PESHAWAR, March 14: The outgoing NWFP Governor, Lt.-Gen. (retd) Syed Iftikhar Hussain Shah, has said he plans to write his memoirs, recording his over four and a half years of stay in the top office.
Governor Iftikhar, who spent a busy morning and afternoon on what was his last day in the sprawling British-era Governor’s House, inaugurating a new extension block and lat-er attending a farewell reception given in his honour by tribesmen at Jamrud, Khyber Agency, was circumspect about his future plans.
He will attend a 9.30am meeting on Tuesday with the staff of the Governor’s House before packing up his things and leave for his native Kohat.
The man stepping into his shoes is the fun-loving Commander Khalilur Rehman, who is expected to bring some colour to the otherwise sombre atmosphere of the Governor’s House.
He will take the oath of office at 5pm. He will become the 25th governor of the NWFP and the third from Peshawar to make it to the beautiful mansion perched atop a little prairie. A man never known to mince words, Governor Iftikhar had virtually nothing to say to waiting reporters.
“No press conference and press talk today,” he said before shaking hands with and embracing well-wishers who had come to bid farewell to the man who had served them well both during his 27-month stint as the chief executive of the province and as governor in the following months.
He would tell reporters how bad were things when he took over as the chief executive of the NWFP which was surviving on borrowed money.
By the time he handed over the reigns to the MMA, he had left for them Rs8 billion in the kitty. It was precisely towards the fag end of his stint as the chief executive that Gen Iftikhar was seen moving full throttle on the development front.
As the governor of NWFP, his primary role had come down to that of looking after the seven tribal regions. Besides backwardness, they faced a potentially explosive problem — the simmering Al Qaeda issue in the post-9/11 scenario. He carried out large-scale development work in the backwater of the country and, at the same time, effectively tackled the issue of foreign militants.
However, his exit from the Governor’s House has not come as a surprise. His critics hold him responsible for the rather startling performance of the MMA in the last general elections in the NWFP, though his family friends accuse security agencies of having misled the government in the first place by giving wrong assessment.
The coming local bodies’ elections and the next national elections appear to be one of the major reasons, therefore, for bringing in a political man to deal with the MMA issue.
Things had started turning sour for Gen. Iftikhar after the March 2002 military debacle in South Waziristan. Among the three names that began to be blamed for the mess-up in Kaloosha, Political Agent, South, Mohammad Azam Khan, became the first casualty. The other two names that did the round were that of the Inspector General of Frontier Corps. Maj. Gen. Hamid, and Gen. Iftikhar.
While Mr Azam and Gen. Hamid fell one after the other, Gen Iftikhar survived the Kaloosha debacle.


▸ Work item:
Using the records below, find how many lines hold the word "software" and reply with only that number.

(Data for review)

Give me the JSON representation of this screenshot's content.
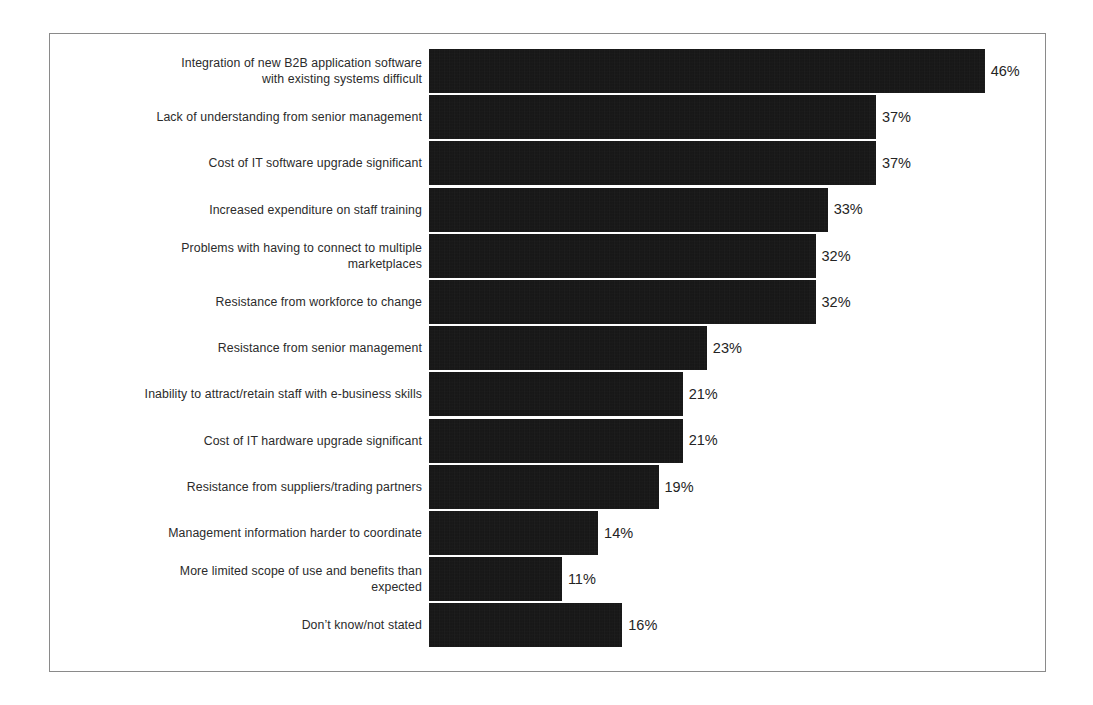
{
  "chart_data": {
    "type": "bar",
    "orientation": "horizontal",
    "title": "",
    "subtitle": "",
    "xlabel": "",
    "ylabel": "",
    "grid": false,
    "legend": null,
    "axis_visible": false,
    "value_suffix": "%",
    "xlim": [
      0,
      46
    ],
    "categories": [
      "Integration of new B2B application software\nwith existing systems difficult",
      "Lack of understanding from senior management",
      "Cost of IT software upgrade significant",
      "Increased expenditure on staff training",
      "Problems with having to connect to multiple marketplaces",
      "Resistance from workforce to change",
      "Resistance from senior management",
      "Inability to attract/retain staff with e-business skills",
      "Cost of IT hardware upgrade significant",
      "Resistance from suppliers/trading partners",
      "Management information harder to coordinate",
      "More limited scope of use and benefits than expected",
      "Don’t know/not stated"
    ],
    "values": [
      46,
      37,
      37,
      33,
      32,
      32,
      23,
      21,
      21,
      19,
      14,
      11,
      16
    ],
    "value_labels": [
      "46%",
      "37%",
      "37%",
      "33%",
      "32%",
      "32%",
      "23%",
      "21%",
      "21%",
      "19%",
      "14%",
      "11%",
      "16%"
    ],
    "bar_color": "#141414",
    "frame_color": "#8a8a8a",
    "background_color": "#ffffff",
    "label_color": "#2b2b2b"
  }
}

(End Data for review)

▸ Answer to this problem:
2